Egan remembers traveling with Hall for gigs, including to an Irish festival in Cincinnati and one in Fairfield, Iowa. They drove up from St. Louis along the river, telling stories and having a good time.

Hall had recently discovered where his father was buried, and they stopped at his grave.

“I left him for a minute just to have his time with it,” Egan says. “And he just done his thing. And it was like, he just made peace with it or something, and he just said, ‘Well, I did that and [I’m] happy I did it.’”

“It was like he put it to rest or something,” Egan adds. “I don’t know exactly how to describe it.”

Hall also once went to Ireland with Egan, and he recently visited his daughter in Charleston, South Carolina, writing on his Facebook page about her surprising him with plane tickets to visit. He was an avid birdwatcher who maintained a life list and loved to go on float trips to find them. Egan remembers a three-day float trip where they’d stop so that he could duck into the woods and make bird calls in search of a specific warbler.
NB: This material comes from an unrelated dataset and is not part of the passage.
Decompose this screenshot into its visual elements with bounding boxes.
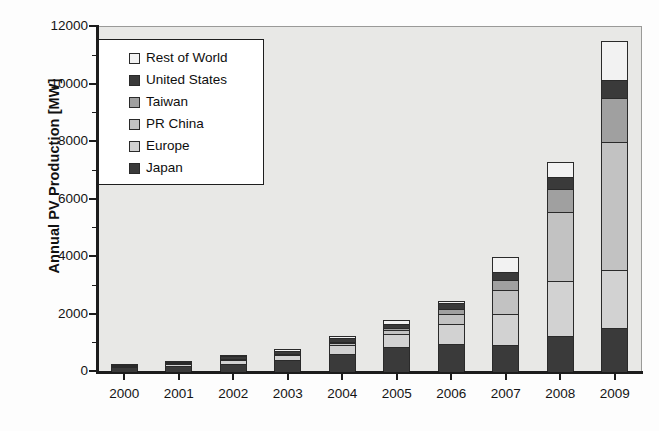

“He was so into it, he would get lost in it,” Egan says. “He just loved that getting into nature, just being away from it all.”

King remembers going on adventures with Hall where they’d pack up and travel alongside the Mississippi and go to a random event where nobody knew them.
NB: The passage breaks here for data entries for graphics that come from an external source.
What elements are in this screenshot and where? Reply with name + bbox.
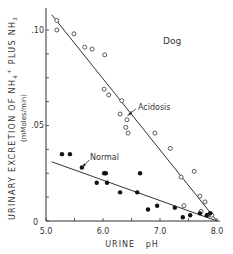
y-axis-units: (mMoles/min) [20,94,28,142]
normal-data-point [95,181,99,185]
x-tick-label: 8.0 [211,227,224,236]
y-label-sub: 4 [12,74,18,79]
acidosis-data-point [203,200,207,204]
y-label-text: PLUS NH [8,21,17,68]
normal-data-point [135,190,139,194]
svg-text:URINARY EXCRETION OF NH4+ PLUS: URINARY EXCRETION OF NH4+ PLUS NH3 [6,16,18,220]
normal-data-point [181,215,185,219]
y-label-text: URINARY EXCRETION OF NH [8,79,17,220]
y-axis-label: URINARY EXCRETION OF NH4+ PLUS NH3 [6,16,18,220]
acidosis-label: Acidosis [138,103,170,112]
species-label: Dog [163,36,181,46]
ticks [46,30,217,221]
x-axis-label: URINE pH [105,240,159,249]
acidosis-data-point [83,45,87,49]
acidosis-data-point [55,28,59,32]
normal-data-point [68,152,72,156]
normal-data-point [118,190,122,194]
acidosis-data-point [120,99,124,103]
acidosis-data-point [72,32,76,36]
fit-lines [52,15,217,221]
normal-data-point [105,181,109,185]
normal-data-point [155,204,159,208]
acidosis-data-point [179,175,183,179]
y-label-sub: 3 [12,16,18,21]
x-tick-label: 6.0 [97,227,110,236]
acidosis-data-point [118,112,122,116]
acidosis-data-point [103,53,107,57]
acidosis-data-point [125,118,129,122]
y-tick-label: 0 [33,218,38,227]
y-tick-label: .10 [31,26,44,35]
acidosis-data-point [102,87,106,91]
acidosis-data-point [107,93,111,97]
acidosis-fit-line [52,15,217,221]
acidosis-data-point [90,47,94,51]
scatter-plot: 0 .05 .10 5.0 6.0 7.0 8.0 URINE pH URINA… [0,0,233,254]
normal-data-point [188,213,192,217]
chart: 0 .05 .10 5.0 6.0 7.0 8.0 URINE pH URINA… [0,0,233,254]
normal-data-point [173,205,177,209]
y-tick-label: .05 [31,121,44,130]
normal-data-point [104,171,108,175]
acidosis-data-point [55,18,59,22]
acidosis-data-point [198,194,202,198]
x-tick-label: 7.0 [154,227,167,236]
x-tick-label: 5.0 [40,227,53,236]
acidosis-data-point [182,204,186,208]
normal-data-point [60,152,64,156]
acidosis-data-point [192,169,196,173]
acidosis-data-point [126,131,130,135]
normal-data-point [198,211,202,215]
normal-data-point [138,171,142,175]
acidosis-data-point [124,125,128,129]
normal-label: Normal [90,153,119,162]
acidosis-data-point [153,131,157,135]
normal-data-point [146,207,150,211]
normal-data-point [208,211,212,215]
acidosis-data-point [168,146,172,150]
“[We’d] drink together and kind of adventure and carouse and end up in unexpected and maybe perplexing circumstances, have to talk our way out of them and wake up the next day kind of giddy that we got away with it, looking to do it again,” he says.

But for all of Hall’s travels and adventures, at heart he mostly liked to stick around the city. Egan remembers a conversation with Hall where he expressed a dislike for airplanes.

“He was really a St. Louis person,” Egan says. “He loved it around there. It was his place. It was his home. And it was where he could play his music.”

The feeling, apparently, was mutual.